The challenge now is for wireless carriers to backhaul all of this data traffic on networks that were designed for voice. Current wireless networks backhaul traffic from their base stations to mobile switching centers via leased T-1 lines from wireline carriers, but new IP services are poorly matched with circuit-switched infrastructure.

“As we start to grow traffic and change the mix between data and voice, we have to reexamine traditional backhaul techniques,” said John Celentano, president of Skyline Marketing Group.

Some equipment vendors are promoting carrier Ethernet, or metro Ethernet, as the ideal way to backhaul today's data-heavy wireless traffic, citing higher speeds and better rate-reach than traditional T-1 lines, all for a lower cost per bit.

But what they don't share in their marketing materials are those words that give network engineers heartburn: latency, jitter, crosstalk and dropped calls — all of which can occur using carrier Ethernet approaches without the right technology and engineering.

HYBRID NETWORKS VERSUS PSEUDOWIRE

Vendors are approaching carrier Ethernet for backhaul in two distinct ways. The first is a hybrid design that combines a carrier's current T-1s for TDM voice traffic while integrating carrier Ethernet for data traffic.

“In this scenario, the equipment does not packetize the voice signal at all, but rather leaves it in ‘native TDM’ form inside the packet channel and delivers it as a TDM voice call, so the callers do not notice any difference in quality,” Celentano said.

Glen Hunt, principal analyst for carrier infrastructure for Current Analysis, noted that this hybrid design is especially appealing to North American carriers who have already invested heavily in T-1s.

“In Europe, the equivalent of a T-1 costs significantly more than in North America, so there is financial motivation to migrate more quickly to an all-Ethernet or all-IP infrastructure in other markets than in North America.”

A second option, known as pseudowire or circuit emulation, transmits both voice and data together via packets.

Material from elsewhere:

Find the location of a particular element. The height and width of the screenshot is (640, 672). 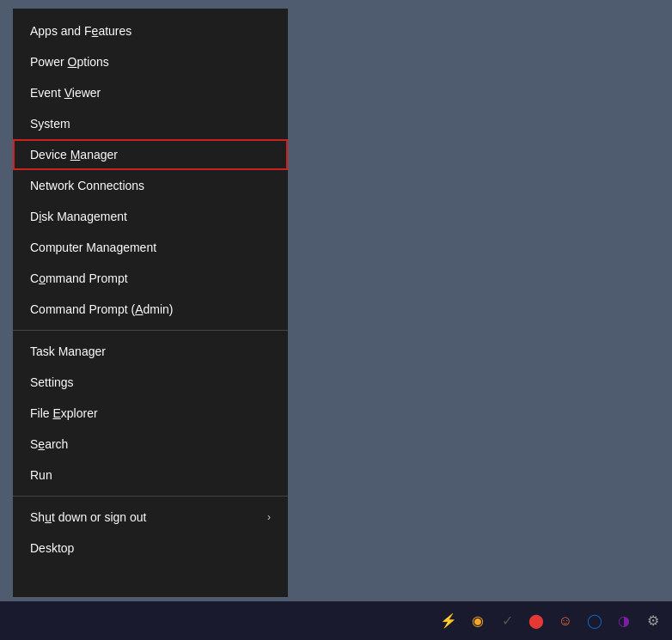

Critics of this approach say the voice packets don't always arrive in the same order in which they were sent, and voice quality suffers as a result.

“In this situation, clocking, timing and synchronization are fundamental to call quality because the base stations use a frequency reference to set their channel separation over the air,” said Dr. Alan Solheim, vice president of product management for DragonWave, a backhaul equipment vendor. “If they don't have a good frequency reference, then the channels start to wander and merge into each other, which causes crosstalk, interference and dropped calls.”

CARRIER ETHERNET-OVER-COPPER

With fiber unavailable to most cell sites, some vendors advocate delivering carrier Ethernet over existing copper. Gary Bolton, vice president of marketing for Hatteras Networks, noted that 90% of cell towers in the U.S. are copper-fed. Using IEEE Internet 2BasE-TL, or mid-band Ethernet, Hatteras delivers 5.7 Mb/s over each pair; two pair deliver 11.4 Mb/s, while eight pair potentially deliver 45 Mb/s.

“By delivering Ethernet-over-copper, we get two times more bandwidth than what is available over T-1s over that existing copper pair,” Bolton said.

Aktino's broadband-over-copper solutions also allow service providers to reuse existing pairs of copper with its multiple input/multiple (MIMO) output on discrete multitone (DMT) platforms, said Hossam Salib, co-founder and senior vice president of marketing for Aktino. He pointed out that while DS3 and Ethernet services are traditionally symmetrical, there are still many applications in which the downstream bandwidth is entirely consumed, while much of the upstream bandwidth goes unused.

“A prime example is IP- or ATM-based DSLAM backhaul because residential and business DSL services are typically asymmetric,” Salib said. “Cell site backhaul and residential and business video transmission are other key applications in which the ability to enable asymmetric bandwidth will be far more useful to service providers.”

The asymmetric functionality allows Aktino to double the downstream bandwidth per copper pair beyond the symmetric MIMO on DMT bandwidth, resulting in nearly 7 Mb/s per pair to the edge of the carrier serving area, Salib said.